The Cost of Manual RCM — And the Opportunity Hiding Inside It
Nov 24, 2025
You’re Paying Trained Financial Coordinators to Do Robotic Work
Across practices, Financial Coordinators spend most of their day on tasks automation handles better — posting payments, verifying insurance, reconciling payments, and preparing denials.
This also creates key-person risk. When one FC owns all of this work, any turnover or PTO forces the practice to retrain someone from scratch, and posting and claims can fall behind almost immediately.
Yet practices continue spending fully-loaded salaries on manual work instead of revenue-driving work.
Most of Your FC’s Day Is Spent on Work AI Can Do Better



The Work Slowing Your Revenue Cycle Down Is the Work AI Handles Perfectly
When you break down the FC workflow, the opportunity becomes obvious. The same tasks that consume most of an FC’s day are the tasks automation handles with perfect consistency. This is not about replacing people — it’s about eliminating the bottlenecks that keep your revenue cycle reactive, not strategic.

What Changes When You Automate — And the Financial Impact
The biggest shift isn’t just the hours saved — it’s the shift in how your team uses those hours. When robotic work is automated, FCs move from reactive tasks to revenue-driving work. And once their time is reallocated, the financial impact becomes immediate and measurable.
How the FC Week Changes


The ROI of Shifting FC Time to High-Leverage Work
When manual, repetitive tasks are removed, FCs spend more of their time on activities that accelerate collections, reduce A/R, and improve claim throughput.
The result: faster cash flow, fewer aged claims, and a more predictable revenue cycle — all without adding headcount.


Work task:
Go through the entries below and work out how many lines include "Test"; give only that number.

(Data tied to figure images)

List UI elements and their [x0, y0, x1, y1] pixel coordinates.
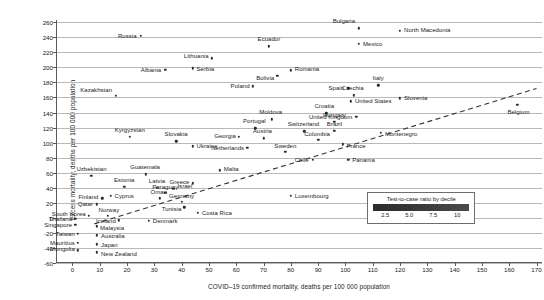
- trend-line: [56, 20, 542, 263]
- x-tick-label: 90: [315, 266, 322, 273]
- legend-tick-label: 7.5: [429, 212, 437, 218]
- x-tick-mark: [482, 263, 483, 266]
- y-tick-label: 180: [43, 79, 53, 86]
- data-point-label: Japan: [101, 242, 118, 248]
- data-point-label: Ecuador: [258, 36, 281, 42]
- x-tick-label: 50: [205, 266, 212, 273]
- y-tick-label: 200: [43, 64, 53, 71]
- x-tick-label: 150: [477, 266, 487, 273]
- y-tick-label: -60: [44, 260, 53, 267]
- data-point-label: New Zealand: [101, 251, 137, 257]
- data-point-label: Mongolia: [50, 246, 75, 252]
- y-tick-label: 100: [43, 139, 53, 146]
- data-point-label: Australia: [101, 233, 125, 239]
- scatter-chart: Excess mortality, deaths per 100 000 pop…: [0, 0, 544, 300]
- data-point-label: Mexico: [363, 41, 382, 47]
- y-tick-label: 40: [46, 184, 53, 191]
- data-point-label: Bolivia: [256, 75, 274, 81]
- data-point-label: Montenegro: [385, 131, 418, 137]
- data-point-label: Germany: [169, 193, 194, 199]
- legend-tick-labels: 2.55.07.510: [373, 212, 469, 221]
- x-tick-mark: [154, 263, 155, 266]
- data-point-label: Malta: [224, 166, 239, 172]
- x-tick-label: 130: [422, 266, 432, 273]
- x-tick-label: 70: [260, 266, 267, 273]
- data-point-label: Latvia: [149, 178, 165, 184]
- x-tick-label: 80: [287, 266, 294, 273]
- legend-gradient-bar: [373, 204, 469, 211]
- data-point-label: Sweden: [274, 143, 296, 149]
- x-tick-mark: [236, 263, 237, 266]
- y-tick-label: -20: [44, 229, 53, 236]
- y-tick-label: 120: [43, 124, 53, 131]
- legend-title: Test-to-case ratio by decile: [373, 196, 469, 202]
- data-point-label: Lithuania: [184, 53, 209, 59]
- data-point-label: Portugal: [243, 118, 266, 124]
- data-point-label: Cyprus: [115, 193, 134, 199]
- x-tick-mark: [100, 263, 101, 266]
- data-point-label: Bulgaria: [333, 18, 355, 24]
- x-tick-mark: [127, 263, 128, 266]
- data-point-label: Netherlands: [211, 145, 244, 151]
- data-point-label: Chile: [295, 157, 309, 163]
- data-point-label: Luxembourg: [295, 193, 329, 199]
- data-point-label: Kazakhstan: [80, 87, 112, 93]
- data-point-label: Moldova: [259, 109, 282, 115]
- legend-tick-label: 10: [454, 212, 460, 218]
- y-tick-label: 240: [43, 34, 53, 41]
- x-tick-label: 60: [233, 266, 240, 273]
- data-point-label: Costa Rica: [202, 210, 232, 216]
- data-point-label: Mauritius: [50, 240, 75, 246]
- legend-tick-label: 2.5: [381, 212, 389, 218]
- x-tick-label: 20: [124, 266, 131, 273]
- x-tick-label: 140: [449, 266, 459, 273]
- data-point-label: Italy: [373, 75, 384, 81]
- data-point-label: Panama: [352, 157, 375, 163]
- data-point-label: Norway: [99, 207, 120, 213]
- data-point-label: Estonia: [114, 177, 134, 183]
- data-point-label: North Macedonia: [404, 27, 450, 33]
- x-tick-label: 0: [71, 266, 74, 273]
- data-point-label: Malaysia: [100, 225, 124, 231]
- x-tick-label: 160: [504, 266, 514, 273]
- data-point-label: Qatar: [78, 201, 93, 207]
- x-tick-mark: [291, 263, 292, 266]
- data-point-label: Iceland: [96, 218, 116, 224]
- data-point-label: Denmark: [153, 218, 178, 224]
- data-point-label: Hungary: [323, 112, 346, 118]
- x-tick-mark: [427, 263, 428, 266]
- legend-tick-label: 5.0: [405, 212, 413, 218]
- data-point-label: Tunisia: [162, 206, 181, 212]
- data-point-label: Switzerland: [288, 121, 320, 127]
- x-tick-mark: [373, 263, 374, 266]
- data-point-label: Singapore: [44, 222, 72, 228]
- x-tick-mark: [318, 263, 319, 266]
- x-tick-mark: [264, 263, 265, 266]
- x-axis-label: COVID–19 confirmed mortality, deaths per…: [56, 283, 542, 290]
- legend: Test-to-case ratio by decile 2.55.07.510: [367, 192, 475, 224]
- data-point-label: Guatemala: [130, 164, 160, 170]
- x-tick-mark: [509, 263, 510, 266]
- x-tick-label: 120: [395, 266, 405, 273]
- data-point-label: Finland: [78, 194, 98, 200]
- data-point-label: Russia: [118, 33, 137, 39]
- data-point-label: Belgium: [507, 109, 529, 115]
- data-point-label: Albania: [141, 67, 161, 73]
- data-point-label: Czechia: [342, 85, 364, 91]
- y-tick-label: 220: [43, 49, 53, 56]
- y-tick-label: 20: [46, 199, 53, 206]
- y-tick-label: 260: [43, 19, 53, 26]
- x-tick-label: 110: [368, 266, 378, 273]
- x-tick-mark: [537, 263, 538, 266]
- data-point-label: Romania: [295, 66, 319, 72]
- x-tick-mark: [72, 263, 73, 266]
- data-point-label: France: [347, 143, 366, 149]
- y-tick-mark: [53, 263, 56, 264]
- data-point-label: Serbia: [197, 66, 215, 72]
- x-tick-mark: [182, 263, 183, 266]
- data-point-label: Brazil: [327, 121, 342, 127]
- data-point-label: Georgia: [214, 133, 236, 139]
- data-point-label: United States: [355, 98, 392, 104]
- data-point-label: Poland: [231, 83, 250, 89]
- data-point-label: Uzbekistan: [76, 166, 106, 172]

Written response:
2